Editor's note: This story is part of a GroundTruth project we call "Generation TBD," a year-long effort that brings together media, technology, education and humanitarian partners for an authoritative, global exploration of the youth unemployment crisis. GroundTruth reporting fellows Eleanor Stanford and Saila Huusko, a Brit and a Finn, are traveling the American East.
BUFFALO, N.Y. and YOUNGSTOWN, Ohio — There was a joke during the aftermath of 9/11 that if al Qaeda had bombed Buffalo, the city would finally have gotten the national attention it needs.
As we drove into the city on US Route 33 one cold day last month, we soon understood the joke. In fact, it became clear that most of Buffalo’s traffic has been going in the opposite direction — and not coming back. We had heard that Buffalo lost 55 percent of its population during the twentieth century and that the city’s sprawl coupled with terrible infrastructure now makes it difficult for employed residents to get to work.
We saw many men trudging — it’s the only word for it — along road sides, bundled up against the snow and sleet. The roads were suddenly heavily potholed. It was snowing slightly and in the late afternoon the sky was the color of dishwater. A few young men in baggy clothes stared at the car as it passed. As two young women, we had been warned not to come down here.
But the streets didn’t feel threatening. What was striking was the absence of people on the sidewalks, of cars in driveways, of shops, of any sound, of American flags. This is Buffalo’s isolated residential east side. On nearby Philmore Avenue we passed four churches flanked by abandoned buildings, one with a sign reading “JESUS IS THE REASON FOR THIS SEASON,” partially buried by a snow drift.
A sign pinned to a post promised to buy houses for cash. And we wondered which houses would be for sale: the house at the top of the street with pretty blue awning, a rocking chair on the porch and St. Patrick’s Day decorations looped across the front? Or the building next door, with no door or windows but rooms full of furniture? Or the next building, also with gaping black holes where the windows should be and rotting wooden frame, but with a television playing in one of the upstairs rooms?
They were all small, colonial-style houses, standing alone on patches of grass that would be the envy of your average US city dweller were they located in a more prosperous location.
A month later we drove into Youngstown, OH and we knew what to expect. Youngstown, like Buffalo, sits by Lake Erie. Both cities were once centers of American industry and the plight of both has been overshadowed by Detroit: the biggest and statistically most shocking poster boy for America’s industrial decline. Residents of both cities told us with pride that the decay they lived with was just as bad as in Detroit.
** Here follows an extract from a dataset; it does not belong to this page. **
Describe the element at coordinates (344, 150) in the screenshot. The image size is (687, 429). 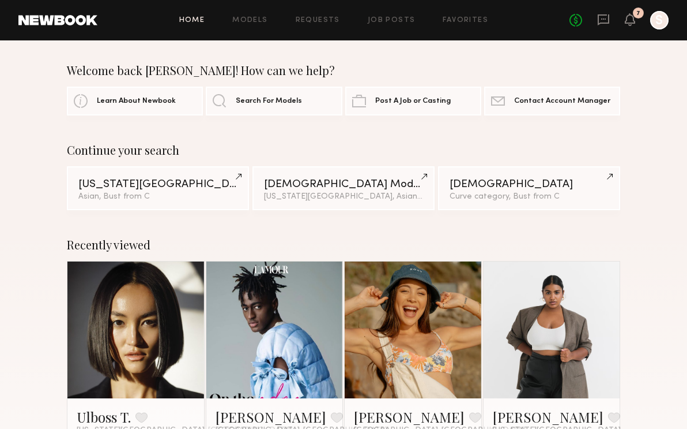
I see `div: Continue your search` at that location.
“You don’t have to go to Detroit to get Detroit,” we were told by one Buffalo resident. The youth unemployment rate in Detroit is estimated at between 30 and 60 percent.
We soon came to realize that there is barely a residential street in either Buffalo or Youngstown that doesn’t have this jigsaw of family homes interspersed with abandoned buildings. In Youngstown we came across two houses side by side, each filled by a family’s possessions. Sofas were overturned, books lying spine-up on the floor, wallpaper peeling from the walls. A Winnie the Pooh teddy bear was propped up on a table, surveying the doorless entrance like a guard dog. An elderly neighbor told us the owners of both had “gone to California” a few years ago.
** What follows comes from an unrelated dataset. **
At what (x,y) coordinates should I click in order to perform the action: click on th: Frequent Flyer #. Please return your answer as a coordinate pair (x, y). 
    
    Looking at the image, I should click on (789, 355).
This decay nestled alongside the American ordinary was disconcerting to us, being two Europeans with a second-hand understanding of poverty in the United States. We kept asking ourselves, how has this happened? Who has been left behind? What would it be like to grow up here? These are the questions and crippling systemic disadvantages our coming reports will explore.
Our trips allowed us to see behind the numbers. In Buffalo, we had heard the factories had closed decades ago and that the well-paid jobs have never been replaced. On Main Street the vacant, seven-story Trico Plant’s sign looms over the downtown area. Trico invented the windshield wiper blade in 1917 and produced windshield wipers for decades at the plant before closing down altogether in 1998 after the company transferred operations to Texas and Mexico.
In Youngstown, we had heard high school graduation rates are among the worst in the country. We had heard that 4,000 houses have been torn down there since 2006. We met a young man who didn’t finish high school, but is employed by a grass-roots organization to tear these houses down and contribute to the direction of his neighborhood’s regeneration.
But we were in no way prepared for the eerie feel of a once-prosperous American city being slowly deserted by its residents — and ignored by the rest of the country. These towns are nearly devoid of many aspects of a developed country: employment, urban infrastructure and young people getting a comprehensive education. We are embarking on a journey into an America we never knew existed.